Birth of a Klavern

In 1905, The Country Life Press published The Clansman: An Historical Romance of the Ku Klux Klan by Thomas Dixon. Ten years later, D. W. Griffith transformed Dixon's white supremacist novel into the first major American film: Birth of a Nation. Premiered Jan 1-2, 1915 Loring Opera Houst in Riverside, CA as "The Clansman" Griffith copyrighted The Birth of a Nation in 1905 but did not use it until March 1915.

The Birth of a Nation

After a White House screening of the film in February 1915, President Woodrow Wilson commented that the two-act wonder was "like writing history with lightning." Griffith's Redemption masterpiece "The Birth of a Nation" was the first film screened at the White House in US History.


While the people of Denton County were introduced to the idea of a Ku Klux Klan through
Birth of a Nation, the first masked crusaders were imitated in nearby Fort Worth three months before Denton’s first screening of the film. The Fort Worth Klan began at the request of Fort Worth City Commissioner Jamieson. He asked the Chief of Police Chollar to “organize a Ku Klux Klan to head the fall festival parade” on October 12, 1916. Because the establishment of an official Klavern required a paid membership of ten dollars by 100 members and a charter from the Klan’s Atlanta Headquarters, it would be four years before these roots stoked into a fully operating organization.

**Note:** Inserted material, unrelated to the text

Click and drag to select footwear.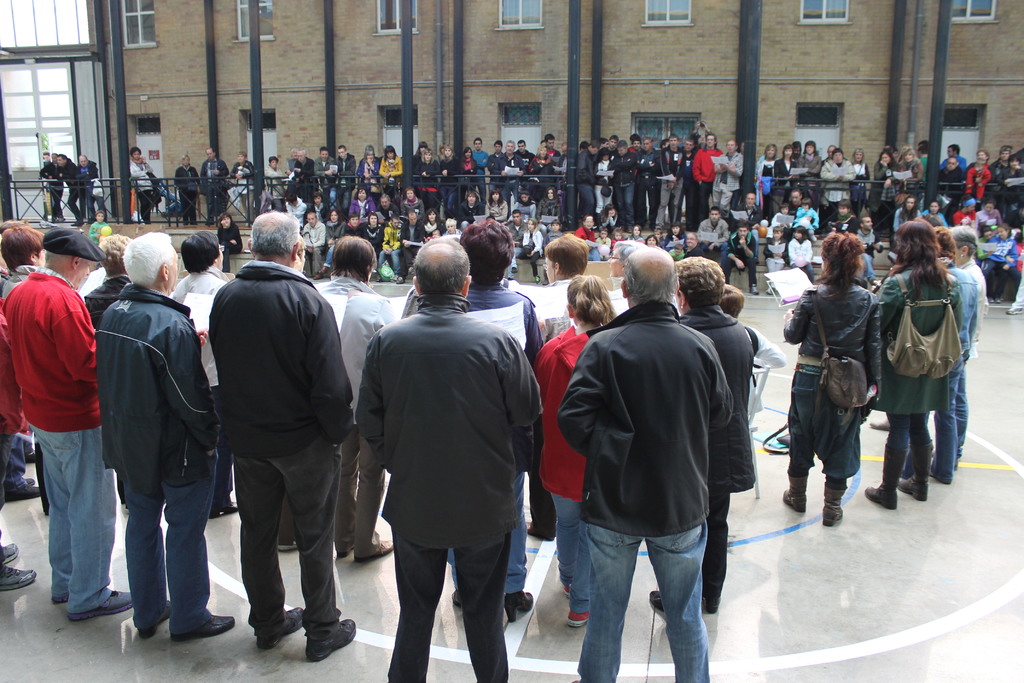
Selection: pyautogui.locateOnScreen(776, 462, 810, 504).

Unlike modern films with nationwide screening on the same weekend, films in the 1910s tooks months and sometimes years to reach as far as Denton. The first screening of Birth of a Nation was at Texas Woman's University in January 1917. Making the trip to witness Griffith's spectacle was a social status boost, often listed in the socialite section of the Denton Record-Chonricle.

The NAACP and other groups protested and successfully blocked screenings of The Birth of a Nation in a few cities across the northern US. This image is from 1947 but illustrates a sentiment that was active and important in 1915 as well.
The NAACP and other groups protested and successfully blocked screenings of The Birth of a Nation in a few cities across the northern US. This image is from 1947 but illustrates a sentiment that was active and important in 1915 as well.